Advertisement

Costly Fight to Ban Concerts Is Not Over for Burbank

Share
Times Staff Writer

The U.S. Supreme Court’s decisive blow to Burbank’s fight to ban rock concerts from a city-owned facility does not mean the end of the city’s legal battles over the issue.

And past and present city officials disagree on whether the fight has been worth the more than $255,000 the city has spent in defending its ban.

That amount represents damages and attorneys’ fees, plus interest, in the lawsuit filed over the city’s 1979 refusal to allow a concert promoter to stage six rock concerts at the city’s Starlight Bowl. The promoter won the suit, which was upheld on appeal.

Advertisement

The nation’s high court ended the city’s hopes of eventual victory Monday by rejecting Burbank’s appeal to consider the case.

City Faces Another Suit

In addition, the city faces a multimillion-dollar suit by the promoter, who seeks to recover an amount equal to the profits he would have earned if allowed to stage the concerts.

Outgoing Burbank Mayor E. Daniel Remy and his chief rival on the City Council, Mary Lou Howard, maintained in the wake of the sobering Supreme Court rejection that the city needed to fight and take the case as far as necessary, even though the cost had proved to be quite high. Councilman Leland Ayers, however, said the fight had not been worth the cost.

“Hell, no, it wasn’t worth it all for the few thousand dollars income (in police and maintenance services) it would have cost us in the beginning,” Ayers said.

In rejecting the city’s appeal, the justices upheld a U.S. 9th Circuit Court of Appeals ruling that the city and former Councilman Jim Richman in 1979 had unlawfully prevented the concert promoter, Cinevision, from booking acts such as Jackson Browne, Blue Oyster Cult, Al Stewart and Patti Smith at the city’s outdoor arena.

Several council members said they feared “hard rock” artists would attract narcotics users, and Richman, a councilman from 1977 to 1981 who was named as a defendant in the suit, allegedly said publicly that the groups would attract “dopers,” homosexuals and anti-nuclear demonstrators.

Advertisement

Option to Cancel

The city claimed that, under the contract with Cinevision, it had the option of canceling any show that had the potential for creating a public nuisance or violating state laws or city ordinances.

A federal court jury, finding the ban was counter to the First Amendment guarantee of free expression, held the city and Richman liable for $20,000 in damages and $119,000 in legal fees.

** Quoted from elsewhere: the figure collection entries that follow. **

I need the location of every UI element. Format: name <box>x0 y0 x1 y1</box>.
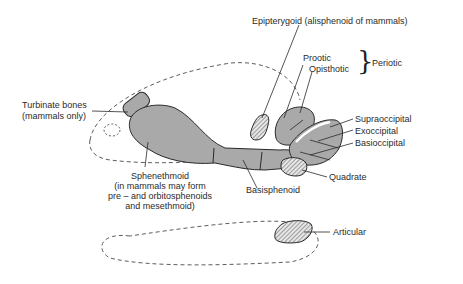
label-turbinate-1: Turbinate bones <box>22 100 87 110</box>
label-opisthotic: Opisthotic <box>309 64 349 74</box>
label-exoccipital: Exoccipital <box>355 126 398 136</box>
label-epipterygoid: Epipterygoid (alisphenoid of mammals) <box>252 16 408 26</box>
label-periotic: Periotic <box>372 58 402 68</box>
label-prootic: Prootic <box>303 53 331 63</box>
nostril-outline <box>104 124 120 136</box>
label-sphenethmoid-1: Sphenethmoid <box>100 171 220 181</box>
label-sphenethmoid-2: (in mammals may form <box>100 181 220 191</box>
label-supraoccipital: Supraoccipital <box>355 114 412 124</box>
label-basioccipital: Basioccipital <box>355 138 405 148</box>
label-sphenethmoid-4: and mesethmoid) <box>100 201 220 211</box>
label-sphenethmoid-3: pre – and orbitosphenoids <box>90 191 230 201</box>
label-articular: Articular <box>333 227 366 237</box>
epipterygoid-bone <box>251 115 269 140</box>
leader-opisthotic <box>300 72 312 113</box>
leader-epipterygoid <box>262 25 299 118</box>
leader-quadrate <box>302 170 327 177</box>
label-turbinate-2: (mammals only) <box>22 111 86 121</box>
sphenethmoid-bone <box>129 105 301 170</box>
leader-turbinate <box>92 111 128 112</box>
quadrate-bone <box>281 158 307 176</box>
label-quadrate: Quadrate <box>329 172 367 182</box>
label-basisphenoid: Basisphenoid <box>246 185 300 195</box>
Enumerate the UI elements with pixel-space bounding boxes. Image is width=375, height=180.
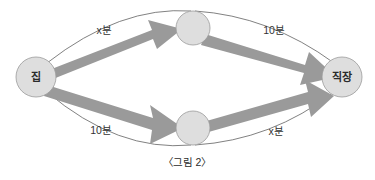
figure-caption: 〈그림 2〉: [163, 156, 212, 168]
node-via-bottom[interactable]: [176, 111, 210, 145]
node-work[interactable]: 직장: [322, 57, 362, 97]
node-home-label: 집: [31, 70, 41, 83]
edge-label-bottom-to-work: x분: [268, 125, 283, 137]
edge-label-top-to-work: 10분: [263, 24, 285, 36]
figure-container: 집 직장 x분 10분 10분 x분 〈그림 2〉: [0, 0, 375, 180]
block-arrow-home-to-bottom: [44, 85, 183, 144]
edge-label-home-to-bottom: 10분: [90, 124, 112, 136]
edge-label-home-to-top: x분: [96, 24, 111, 36]
block-arrow-top-to-work: [201, 34, 336, 85]
node-home[interactable]: 집: [16, 57, 56, 97]
node-via-top[interactable]: [176, 11, 210, 45]
block-arrow-home-to-top: [49, 20, 182, 79]
node-via-bottom-circle[interactable]: [176, 111, 210, 145]
node-via-top-circle[interactable]: [176, 11, 210, 45]
route-diagram: 집 직장 x분 10분 10분 x분 〈그림 2〉: [0, 0, 375, 180]
node-work-label: 직장: [332, 70, 352, 83]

Richman was ordered to pay an additional $5,000 in punitive damages.

The city must also pay about $28,500 in interest for damages and attorneys’ fees. Doug Holland, senior assistant city attorney for Burbank, said the city must pay two additional charges: $14,908 for Cinevision’s defense fees in the appeal court and $3,016 for the promoter’s defense fees for the Supreme Court.

Holland said the city had spent an estimated $50,000 for Los Angeles attorney Tony Liebig to fight the suit. However, he said, Liebig is representing the city in the pending Superior Court suit, and much of the fees overlap.

The money will come out of a city insurance fund for the defense of lawsuits, Holland said.

A trial to determine whether the city illegally breached the contract with Cinevision is scheduled at the end of May in Los Angeles Superior Court. John Cochrane of the Los Angeles law firm that represents Cinevision said the promoter was seeking damages “in the area of $7 million to $10 million.”

Advertisement

Worth It to Fight?

Although he had said earlier in the week that the city had a constitutional principle to protect, even though a settlement was offered, Richard Marston, Burbank senior assistant city attorney, said Wednesday that he did not feel it was appropriate for him to say whether the city should have spent so much money fighting the lawsuit.

“It’s like an attorney for either side in a case saying whether it was worth it to fight a case hard,” Marston said.

Mayor Remy, however, said it was the city’s responsibility “not to roll over, and to stand up and be counted. We put a certain morality before us, like the Constitution itself. Hindsight is always 20-20, but lots of people have given their lives to protect the Constitution and what it stands for.”

Ayers said the promoter refused to let the city work out a settlement “because they felt they had a real good case. A settlement offer never came before the City Council because Cinevision was not prepared to let the city off the hook. We tried to negotiate, but they were not receptive to our offers.”

Money Well Spent

Richman said Wednesday that he was considering filing a suit against City Atty. William Rudell to pay Richman’s punitive damage costs.

He said he felt the money spent by the city in the legal battle went for a just cause.

“If we saved one life, it was worth it,” Richman said. “Given the number of concerts there would have been, with 5,000 people smoking grass and snorting coke, and multiply the people who might have been killed through drug use, I think the money was well worth the effort.”